I have a freeware scientific app that is used by thousands of people in nearly 100 countries. Many have offered to translate for free. Now that D2009 makes this easier (with integrated and external localization tools, plus native Unicode support) I'd like to make this happen for a few languages and steadily add as many as user energy will support.
I'm thinking that I'll distribute a spreadsheet with a list of strings (dozens but not hundreds) to be translated, have them return it, and compare submissions in the same language from 2-3 users then work to resolve discrepancies by consensus. Then I'll incorporate the localizations using the Integrated Translation Environment, and distribute localized updates.
Has anyone delegated translation to users? Any gotchas, D2009-specific or otherwise?
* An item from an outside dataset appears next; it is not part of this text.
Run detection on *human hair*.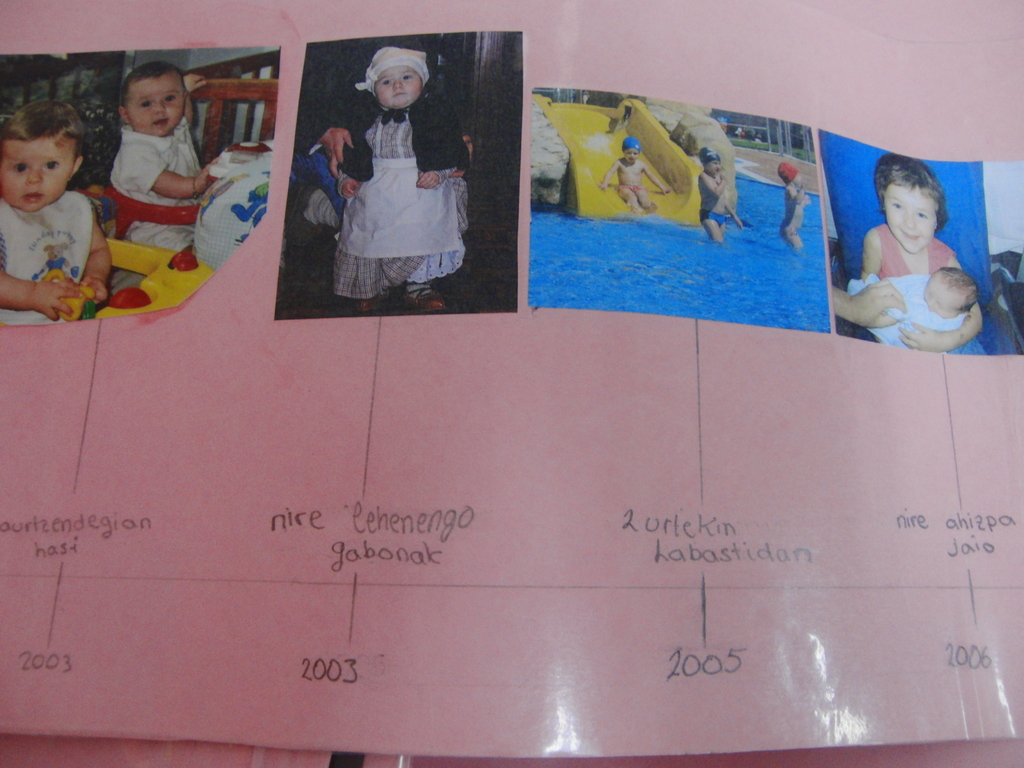
Result: [x1=874, y1=155, x2=948, y2=236].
EDIT: Has anyone compared the localization support built into D2009 versus dxgettext?
Best Answer
I have never been a friend of proprietary localization tools for Freeware or Open Source applications. Using dxgettext, the Delphi port of GNU gettext looks like a much better option to me:
Using a spreadsheet for the translation doesn't seem a workable solution to me once you have more than a few languages. Suppose a new program version adds 2 new strings and changes 10 strings only slightly - wouldn't you need to add the new strings to and highlight the changed strings in all of the several dozen spreadsheet files and send them again to your translators? Using dxgettext you just mail the changed po file to all of them.
Edit:
There is an interesting comment about the problems there may be with dxgettext and libraries. I did never experience this, as I have stopped using resource strings altogether. The biggest part of our programs are in German, and only a few are in English or translated into several languages.
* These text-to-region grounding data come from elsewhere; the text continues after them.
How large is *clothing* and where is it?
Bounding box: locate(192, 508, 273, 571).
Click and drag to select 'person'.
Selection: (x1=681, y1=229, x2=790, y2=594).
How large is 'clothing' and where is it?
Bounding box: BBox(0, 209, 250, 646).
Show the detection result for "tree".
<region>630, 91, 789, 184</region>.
Our internal libraries use "_(...)" around all translatable strings. There are defines
ENGLISH
andUSEGETTEXT
that are set on a per-project basis. IfENGLISH
orUSEGETTEXT
are defined, then the English texts are compiled into the DCUs, else the German text is compiled into the DCUs. IfUSEGETTEXT
is not defined "_()" is compiled as a function that returns its parameter as-is, else the dxgettext translation lookup is used.